Coral reef bleaching may be easing after three years of high ocean temperatures, the longest such period since the 1980s, the National Oceanic and Atmospheric Administration said on Monday.
Its experts said satellite data and other analysis showed widespread bleaching was no longer occurring in all three ocean basins — Atlantic, Pacific and Indian — “indicating a likely end to the global bleaching event.”
Scientists from the NOAA, an agency of the US Department of Commerce, said they will closely monitor sea surface temperatures and bleaching “over the next six months to confirm the event’s end.”
Since 2015, all tropical coral reefs have seen above-normal temperatures, and more than 70 percent experienced prolonged high temperatures that can cause bleaching.
US coral reefs were hit hardest, with two years of severe bleaching in Florida and Hawaii, three in the Mariana Islands, and four in Guam, according to the NOAA.
“This global coral bleaching event has been the most widespread, longest and perhaps the most damaging on record,” said Mark Eakin, the NOAA’s Coral Reef Watch coordinator.
Healthy coral reefs protect shores from storms and offer habitats for fish and other marine life, including ecologically and economically important species.
However, after corals die, reefs quickly degrade and the structures that corals build erode. While corals can recover from mild bleaching, severe or long-term bleaching is often lethal, experts say.
Early in 2017, the rise in water temperature caused significant bleaching in the Great Barrier Reef in Australia for the second consecutive year and also in American Samoa, which was severely affected in 2015.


- [TASK GOAL]
Give only the count of lines that contain "Documentation" in the material.

━━━━━━━━━━

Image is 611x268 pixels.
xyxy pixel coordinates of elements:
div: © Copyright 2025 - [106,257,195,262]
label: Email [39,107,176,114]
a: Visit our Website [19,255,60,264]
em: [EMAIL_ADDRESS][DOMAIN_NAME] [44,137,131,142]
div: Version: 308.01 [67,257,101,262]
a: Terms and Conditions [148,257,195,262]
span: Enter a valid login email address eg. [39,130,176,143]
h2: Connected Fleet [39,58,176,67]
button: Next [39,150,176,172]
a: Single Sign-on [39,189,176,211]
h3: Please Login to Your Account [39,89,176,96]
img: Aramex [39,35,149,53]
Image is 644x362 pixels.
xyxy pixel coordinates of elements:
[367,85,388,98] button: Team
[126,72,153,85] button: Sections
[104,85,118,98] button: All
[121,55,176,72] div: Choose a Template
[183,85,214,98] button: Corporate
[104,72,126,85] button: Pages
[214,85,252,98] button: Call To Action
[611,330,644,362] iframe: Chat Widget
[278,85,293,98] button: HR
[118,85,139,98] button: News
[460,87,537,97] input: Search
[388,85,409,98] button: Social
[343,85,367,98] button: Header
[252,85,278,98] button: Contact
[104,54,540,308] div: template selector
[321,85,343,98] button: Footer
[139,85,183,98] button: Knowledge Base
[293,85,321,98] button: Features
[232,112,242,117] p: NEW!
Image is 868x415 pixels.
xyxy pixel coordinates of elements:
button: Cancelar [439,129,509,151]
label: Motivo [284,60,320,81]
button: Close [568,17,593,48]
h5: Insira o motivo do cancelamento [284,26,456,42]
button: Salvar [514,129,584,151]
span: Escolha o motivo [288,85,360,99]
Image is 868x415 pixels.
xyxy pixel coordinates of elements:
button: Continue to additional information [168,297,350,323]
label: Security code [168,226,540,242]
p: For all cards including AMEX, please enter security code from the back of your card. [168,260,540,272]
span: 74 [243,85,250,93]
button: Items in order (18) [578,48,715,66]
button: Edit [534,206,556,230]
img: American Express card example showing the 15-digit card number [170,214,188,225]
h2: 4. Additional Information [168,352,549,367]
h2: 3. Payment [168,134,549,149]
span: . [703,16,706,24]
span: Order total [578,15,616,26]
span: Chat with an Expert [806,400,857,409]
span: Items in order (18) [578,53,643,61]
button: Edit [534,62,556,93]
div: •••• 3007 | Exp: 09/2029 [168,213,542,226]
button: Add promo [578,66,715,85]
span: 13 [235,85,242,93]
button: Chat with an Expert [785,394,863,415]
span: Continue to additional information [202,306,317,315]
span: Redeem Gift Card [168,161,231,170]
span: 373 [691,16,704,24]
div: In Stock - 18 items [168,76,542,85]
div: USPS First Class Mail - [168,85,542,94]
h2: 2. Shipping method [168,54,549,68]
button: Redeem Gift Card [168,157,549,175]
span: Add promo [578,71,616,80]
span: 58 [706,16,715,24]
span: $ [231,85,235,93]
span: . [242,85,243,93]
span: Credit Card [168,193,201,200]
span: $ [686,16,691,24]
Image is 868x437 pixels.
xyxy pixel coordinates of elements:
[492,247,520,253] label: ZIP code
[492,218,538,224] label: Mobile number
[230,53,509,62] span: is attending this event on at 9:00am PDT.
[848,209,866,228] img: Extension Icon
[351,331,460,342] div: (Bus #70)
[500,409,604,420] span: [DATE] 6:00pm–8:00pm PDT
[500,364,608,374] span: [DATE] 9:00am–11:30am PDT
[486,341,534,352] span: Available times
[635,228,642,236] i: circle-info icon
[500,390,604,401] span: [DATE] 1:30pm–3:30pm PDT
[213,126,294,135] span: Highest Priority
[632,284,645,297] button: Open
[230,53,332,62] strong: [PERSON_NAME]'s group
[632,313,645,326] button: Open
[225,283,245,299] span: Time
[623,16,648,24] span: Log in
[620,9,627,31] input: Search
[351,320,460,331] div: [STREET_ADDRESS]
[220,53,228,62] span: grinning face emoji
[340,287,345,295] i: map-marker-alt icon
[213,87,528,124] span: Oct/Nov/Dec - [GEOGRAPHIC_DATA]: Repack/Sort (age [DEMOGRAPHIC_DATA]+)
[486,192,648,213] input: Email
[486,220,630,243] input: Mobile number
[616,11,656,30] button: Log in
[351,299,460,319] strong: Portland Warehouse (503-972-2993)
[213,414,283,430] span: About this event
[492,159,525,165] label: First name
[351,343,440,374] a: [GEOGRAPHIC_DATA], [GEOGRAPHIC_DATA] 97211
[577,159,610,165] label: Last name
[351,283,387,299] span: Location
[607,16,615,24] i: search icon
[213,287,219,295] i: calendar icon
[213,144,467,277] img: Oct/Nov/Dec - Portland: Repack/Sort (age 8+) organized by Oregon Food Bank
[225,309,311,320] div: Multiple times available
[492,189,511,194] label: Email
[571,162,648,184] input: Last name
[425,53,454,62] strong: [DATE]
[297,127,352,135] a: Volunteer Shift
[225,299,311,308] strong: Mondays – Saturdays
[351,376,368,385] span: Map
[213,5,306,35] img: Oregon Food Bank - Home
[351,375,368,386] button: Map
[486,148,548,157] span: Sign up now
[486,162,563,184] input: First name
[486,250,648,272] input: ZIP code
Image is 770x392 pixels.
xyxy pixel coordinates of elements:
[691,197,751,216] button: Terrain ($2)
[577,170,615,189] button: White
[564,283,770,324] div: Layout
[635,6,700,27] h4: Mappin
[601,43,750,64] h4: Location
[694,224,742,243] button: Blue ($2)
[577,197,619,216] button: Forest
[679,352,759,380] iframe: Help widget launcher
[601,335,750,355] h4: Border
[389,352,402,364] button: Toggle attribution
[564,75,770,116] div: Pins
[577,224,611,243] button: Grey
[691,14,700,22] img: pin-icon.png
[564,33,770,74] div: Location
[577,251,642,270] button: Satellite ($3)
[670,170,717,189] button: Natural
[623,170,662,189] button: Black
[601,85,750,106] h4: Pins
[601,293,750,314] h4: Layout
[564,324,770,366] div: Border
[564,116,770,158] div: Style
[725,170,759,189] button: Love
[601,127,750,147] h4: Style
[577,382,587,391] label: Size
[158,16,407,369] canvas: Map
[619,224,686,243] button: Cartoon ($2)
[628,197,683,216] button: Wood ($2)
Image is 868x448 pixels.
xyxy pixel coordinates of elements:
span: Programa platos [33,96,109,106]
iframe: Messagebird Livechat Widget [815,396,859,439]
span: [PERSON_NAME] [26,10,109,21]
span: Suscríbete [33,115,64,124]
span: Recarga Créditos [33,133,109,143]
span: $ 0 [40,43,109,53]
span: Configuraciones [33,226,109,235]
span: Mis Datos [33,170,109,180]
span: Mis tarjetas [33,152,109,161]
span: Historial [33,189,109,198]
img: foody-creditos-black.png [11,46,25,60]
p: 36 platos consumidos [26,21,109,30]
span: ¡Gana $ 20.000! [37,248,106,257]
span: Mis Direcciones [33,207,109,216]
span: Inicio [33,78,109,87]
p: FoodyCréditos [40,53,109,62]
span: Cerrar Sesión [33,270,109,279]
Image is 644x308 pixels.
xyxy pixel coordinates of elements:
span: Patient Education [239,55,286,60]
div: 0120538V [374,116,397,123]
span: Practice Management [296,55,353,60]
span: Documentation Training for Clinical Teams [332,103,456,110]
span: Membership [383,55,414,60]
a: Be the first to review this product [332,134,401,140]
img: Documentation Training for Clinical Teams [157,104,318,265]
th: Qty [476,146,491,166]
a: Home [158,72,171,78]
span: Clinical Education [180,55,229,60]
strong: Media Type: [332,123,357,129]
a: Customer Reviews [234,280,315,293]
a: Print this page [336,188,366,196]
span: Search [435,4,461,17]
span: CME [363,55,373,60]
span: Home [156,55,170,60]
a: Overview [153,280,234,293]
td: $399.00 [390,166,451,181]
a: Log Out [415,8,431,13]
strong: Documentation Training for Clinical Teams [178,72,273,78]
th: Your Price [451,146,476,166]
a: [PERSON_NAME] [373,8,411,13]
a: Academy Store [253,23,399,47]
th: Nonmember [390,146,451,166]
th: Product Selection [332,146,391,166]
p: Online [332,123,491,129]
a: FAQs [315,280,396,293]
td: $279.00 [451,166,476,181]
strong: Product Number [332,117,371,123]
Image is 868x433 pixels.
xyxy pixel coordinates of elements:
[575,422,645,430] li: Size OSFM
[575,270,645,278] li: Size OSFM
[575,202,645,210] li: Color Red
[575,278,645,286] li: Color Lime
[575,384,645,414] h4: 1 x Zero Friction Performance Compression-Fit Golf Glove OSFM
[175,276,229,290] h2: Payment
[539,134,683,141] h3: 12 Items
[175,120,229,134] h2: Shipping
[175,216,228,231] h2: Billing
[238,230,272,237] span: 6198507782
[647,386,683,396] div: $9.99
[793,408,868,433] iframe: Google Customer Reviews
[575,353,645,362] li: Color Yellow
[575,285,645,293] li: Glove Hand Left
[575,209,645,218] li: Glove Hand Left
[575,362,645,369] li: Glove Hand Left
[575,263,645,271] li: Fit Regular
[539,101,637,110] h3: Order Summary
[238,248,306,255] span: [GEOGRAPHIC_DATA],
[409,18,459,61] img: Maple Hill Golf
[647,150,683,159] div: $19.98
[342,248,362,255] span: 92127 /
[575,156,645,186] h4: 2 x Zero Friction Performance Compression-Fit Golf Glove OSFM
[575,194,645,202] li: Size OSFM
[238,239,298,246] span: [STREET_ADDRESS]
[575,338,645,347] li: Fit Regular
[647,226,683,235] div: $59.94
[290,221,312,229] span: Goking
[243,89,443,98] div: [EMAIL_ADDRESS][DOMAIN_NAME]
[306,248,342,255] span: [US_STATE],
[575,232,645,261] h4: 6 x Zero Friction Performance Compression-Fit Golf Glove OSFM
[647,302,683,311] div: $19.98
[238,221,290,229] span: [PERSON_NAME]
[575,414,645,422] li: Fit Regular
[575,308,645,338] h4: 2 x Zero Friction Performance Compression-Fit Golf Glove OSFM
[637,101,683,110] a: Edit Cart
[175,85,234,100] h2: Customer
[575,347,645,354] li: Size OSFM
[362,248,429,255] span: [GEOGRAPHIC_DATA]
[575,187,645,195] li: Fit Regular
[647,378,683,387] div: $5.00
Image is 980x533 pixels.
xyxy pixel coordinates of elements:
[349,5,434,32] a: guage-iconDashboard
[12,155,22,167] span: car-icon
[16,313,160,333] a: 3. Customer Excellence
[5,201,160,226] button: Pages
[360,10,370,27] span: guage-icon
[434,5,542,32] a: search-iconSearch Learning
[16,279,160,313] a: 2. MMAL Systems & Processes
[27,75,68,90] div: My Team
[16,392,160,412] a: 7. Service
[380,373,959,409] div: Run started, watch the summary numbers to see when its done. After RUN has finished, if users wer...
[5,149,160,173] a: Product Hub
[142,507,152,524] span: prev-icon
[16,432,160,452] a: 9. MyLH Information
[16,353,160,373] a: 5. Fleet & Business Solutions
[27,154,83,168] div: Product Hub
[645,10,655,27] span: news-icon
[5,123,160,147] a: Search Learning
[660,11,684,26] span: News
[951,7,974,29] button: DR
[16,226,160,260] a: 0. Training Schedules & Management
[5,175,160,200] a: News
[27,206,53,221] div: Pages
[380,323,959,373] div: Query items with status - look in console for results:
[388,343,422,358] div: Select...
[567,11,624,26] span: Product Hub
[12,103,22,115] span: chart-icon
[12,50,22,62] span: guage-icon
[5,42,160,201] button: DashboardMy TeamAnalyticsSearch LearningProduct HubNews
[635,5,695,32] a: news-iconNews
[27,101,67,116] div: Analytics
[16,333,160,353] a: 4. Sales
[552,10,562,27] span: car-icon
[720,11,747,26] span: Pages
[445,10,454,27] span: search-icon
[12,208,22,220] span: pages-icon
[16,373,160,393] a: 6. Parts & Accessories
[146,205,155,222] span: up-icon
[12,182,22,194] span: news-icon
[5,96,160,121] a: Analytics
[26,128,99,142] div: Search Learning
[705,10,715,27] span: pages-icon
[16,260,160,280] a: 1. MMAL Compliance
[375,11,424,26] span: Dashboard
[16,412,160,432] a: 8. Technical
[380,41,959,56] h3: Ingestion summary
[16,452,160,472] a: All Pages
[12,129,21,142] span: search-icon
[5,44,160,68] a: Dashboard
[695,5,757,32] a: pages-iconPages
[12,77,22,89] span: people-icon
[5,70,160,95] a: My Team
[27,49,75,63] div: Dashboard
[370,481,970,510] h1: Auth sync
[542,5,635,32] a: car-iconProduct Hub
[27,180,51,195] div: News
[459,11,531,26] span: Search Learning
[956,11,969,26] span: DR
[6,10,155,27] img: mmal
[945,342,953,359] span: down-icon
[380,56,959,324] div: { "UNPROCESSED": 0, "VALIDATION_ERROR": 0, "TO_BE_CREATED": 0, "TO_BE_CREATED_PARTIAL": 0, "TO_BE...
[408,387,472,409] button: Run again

━━━━━━━━━━

- [REPLY]
3